How Bitcoin Achieves Balance Without Supply Expansion
The incentive to inflate sound money is natural and begins with a rise in its relative scarcity. As economic output rises, goods become more abundant relative to the money supply. The same amount of money chases more goods. This causes money to appreciate; IOW, prices of other goods fall relative to the monetary unit.
This shift increases the marginal revenue (MR) of money production. For commodity money like gold, that means mining becomes more profitable. As MR rises, it justifies greater investment and exploration. More labor, capital, and technological effort is directed toward increasing the money supply. Eventually, marginal cost (MC) rises and the value of money stabilizes as new supply enters circulation. Balance is restored through higher MC and increased supply.

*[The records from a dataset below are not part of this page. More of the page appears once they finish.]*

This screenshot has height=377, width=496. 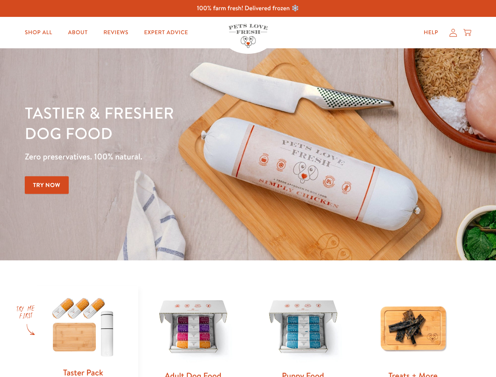 What do you see at coordinates (174, 123) in the screenshot?
I see `h1: Tastier & fresher dog food` at bounding box center [174, 123].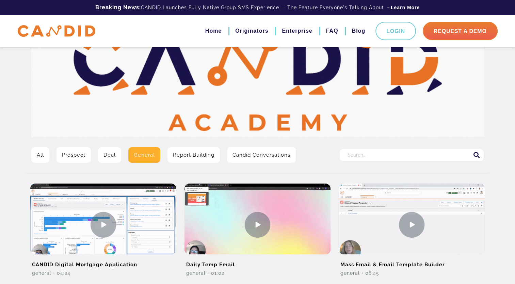 The width and height of the screenshot is (515, 284). Describe the element at coordinates (257, 224) in the screenshot. I see `img: Daily Temp Email Video` at that location.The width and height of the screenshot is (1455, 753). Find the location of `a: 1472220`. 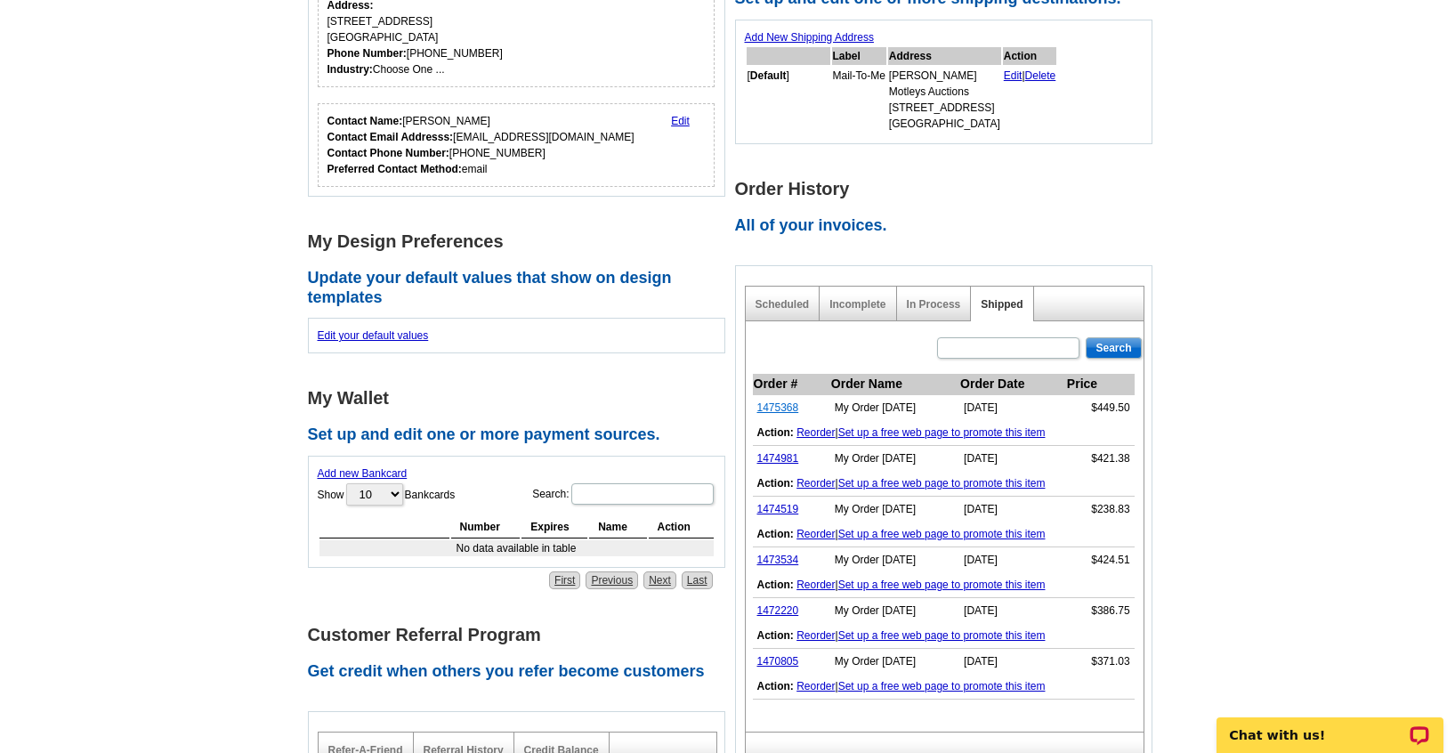

a: 1472220 is located at coordinates (778, 611).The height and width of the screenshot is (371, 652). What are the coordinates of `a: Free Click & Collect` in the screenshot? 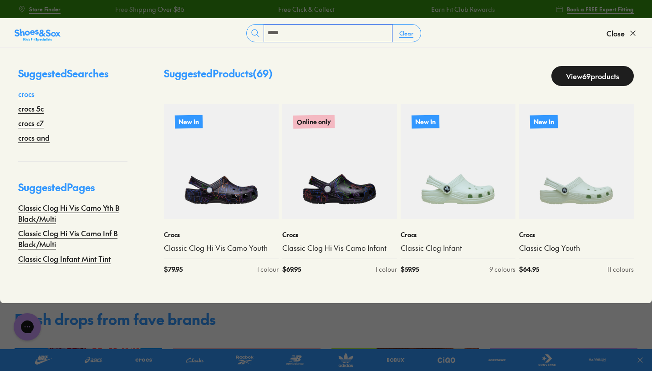 It's located at (307, 9).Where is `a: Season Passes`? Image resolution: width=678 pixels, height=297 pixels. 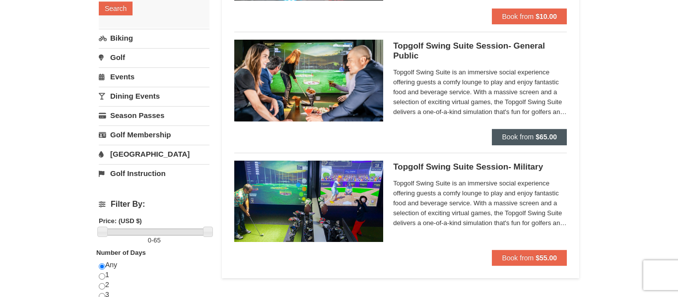 a: Season Passes is located at coordinates (154, 115).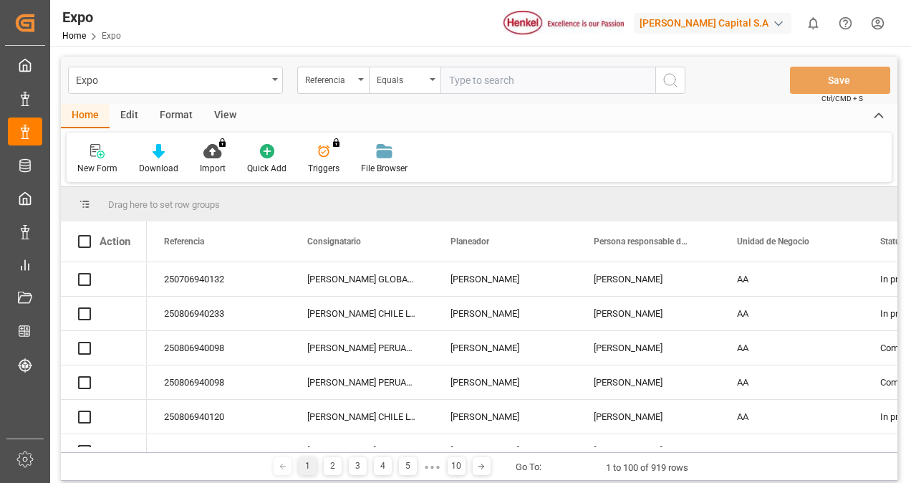  Describe the element at coordinates (218, 313) in the screenshot. I see `div: 250806940233` at that location.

In bitcoin, supply cannot increase. The same pressure to produce more money exists, but must be absorbed by other means—primarily through changes in marginal cost and velocity.
When bitcoin appreciates, more capital flows into mining. However, since the supply is fixed, there is no relieving effect from an increase in supply. Marginal cost will rise, reducing margins and absorbing excess profitability. At the same time, velocity will increase to mimic the effect of inflation. As mining costs rise, miners are forced to circulate more purchasing power.
This velocity effect can also arise from dormant coins reentering the market. If price appreciation entices long-held bitcoin out of hoards, circulating supply effectively increases. This pseudo-elastic response acts as a pressure valve.
Several metrics help measure bitcoin velocity today:
- Realized Cap Velocity = Total Transaction Volume/Realized Cap
(I think this is what Willy Woo is doing below. You can plainly see this relationship in the past couple of years, as price rises realized velocity rises.)

- Coin Days Destroyed (CDD) and Value Days Destroyed (VDD)
(Track movement of long-dormant coins and signal deeper market activity)

A viable way to introduce elasticity into a bitcoin-based system is through a bi-token model, where bitcoin acts as base money and a secondary token provides transactional flexibility. I'm not saying this is ideal, but it is an idea we should engage with. A bi-token standard mirrors historical bi-metallic gold-silver standards, with the secondary asset expanding in supply to relieve inflationary pressure as bitcoin appreciates. A secondary coin—pegged to bitcoin and governed by credit issuance or algorithmic rules—could absorb this pressure, offering a dynamic, rules-based outlet for monetary expansion without compromising bitcoin’s role as a stable, apolitical store of value.
Conclusion
The key insight from this exploration is that inflation is not inherently artificial or evil. It has always emerged as a natural response to growth, innovation, and rising productivity. For millennia, economies have adapted to inflationary pressures through commodity supply increases, credit expansion, or layered financial systems. Bitcoin, with its fixed supply, breaks this historical pattern and forces us to confront a fundamental question: where will the inflationary impulse go?
Bitcoin’s rigidity is not a flaw—it’s a revolutionary constraint. But constraints create pressure. If bitcoin becomes the monetary foundation of the future, that pressure will need release valves: through velocity, through innovation, and potentially through complementary monetary instruments. A bi-token model is one possible path, echoing past systems while remaining grounded in bitcoin’s core principles.
To build a sustainable future on bitcoin, we must not only defend its properties but also understand the economic forces that shaped the world it seeks to replace.